WASHINGTON—House Committee on Oversight and Accountability Chairman James Comer (R-Ky.) is today conducting oversight of the Public Company Accounting Oversight Board’s (PCAOB) inspections and investigations of accounting firms conducting audits for companies based in the People’s Republic of China (PRC). In a letter to PCAOB Chair Erica Williams, Chairman Comer requests documents and information to assist the Committee’s inquiry into how PCAOB applies federal law with respect to audits of PRC-based companies.

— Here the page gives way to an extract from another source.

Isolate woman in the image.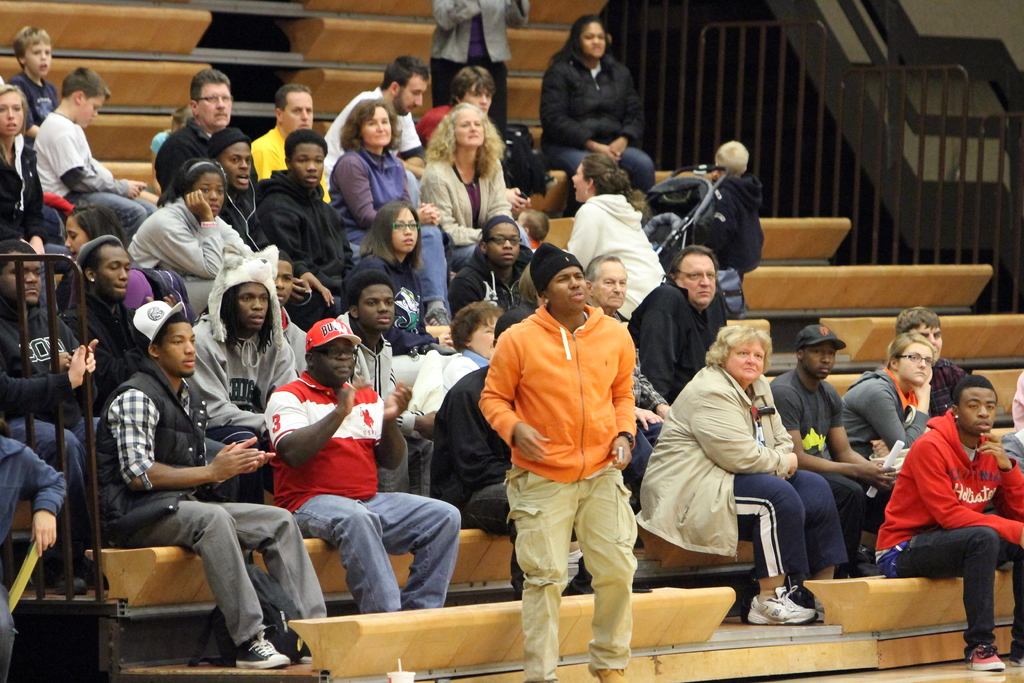
Isolated region: 44 197 159 304.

“PRC-based companies represent $1.3 trillion of market capitalized value in American financial markets, and unreliable financial reporting would prevent American investors and asset managers from making informed decisions, potentially jeopardizing Americans’ savings, including retirement savings. […] So long as PRC-based companies have access to American financial markets, the PCAOB is tasked with providing assurances to American investors that they can rely on financial reporting pertaining to those firms, because it has been properly vetted by the auditors of those companies,” Chairman Comer wrote.

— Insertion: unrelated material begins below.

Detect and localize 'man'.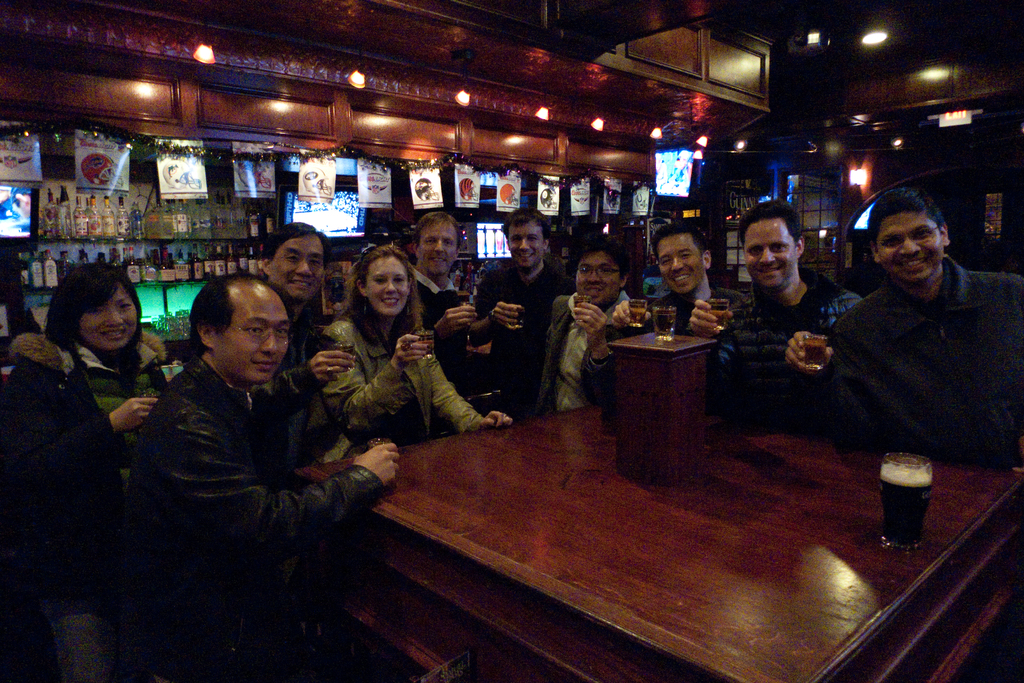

In 2020, Congress passed the Holding Foreign Companies Accountable Act (HFCAA), which directed PCAOB to designate foreign jurisdictions where it was unable to conduct its oversight mandate of audit firms. The Chinese Communist Party (CCP) has made efforts to target the independence of the PCAOB’s oversight.

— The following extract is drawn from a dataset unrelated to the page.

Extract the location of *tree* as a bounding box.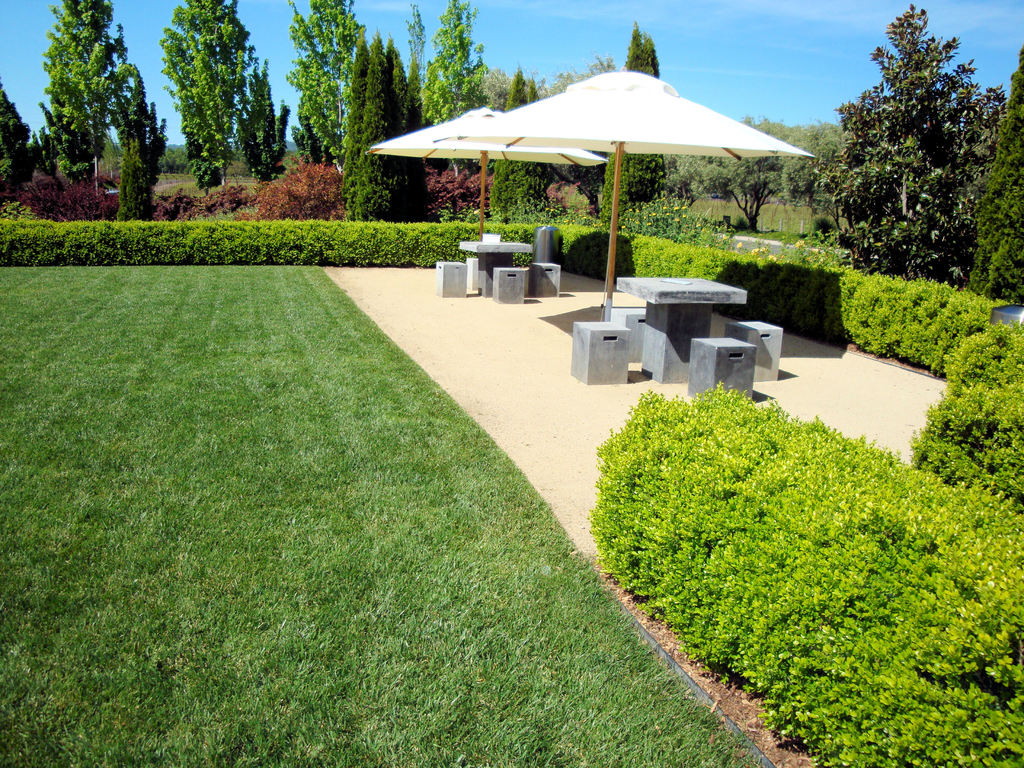
<region>234, 48, 289, 183</region>.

“The PRC, through the Chinese Communist Party (CCP), has historically resisted efforts by the PCAOB to ensure PRC-based companies are subject to the same regulatory scrutiny as American companies, including through CCP officials sanitizing information the PCAOB might review. […] Encroachment on the independence of American due diligence firms by the CCP, restrictions on information, and historic resistance to PCAOB oversight raises broad concerns about the future of meaningful regulatory engagement with the PRC and specific concerns with the PCAOB’s planned 2023 and 2024 investigations,” Chairman Comer continued.

Read the letter to Public Company Accounting Oversight Board Chair Erica Williams here.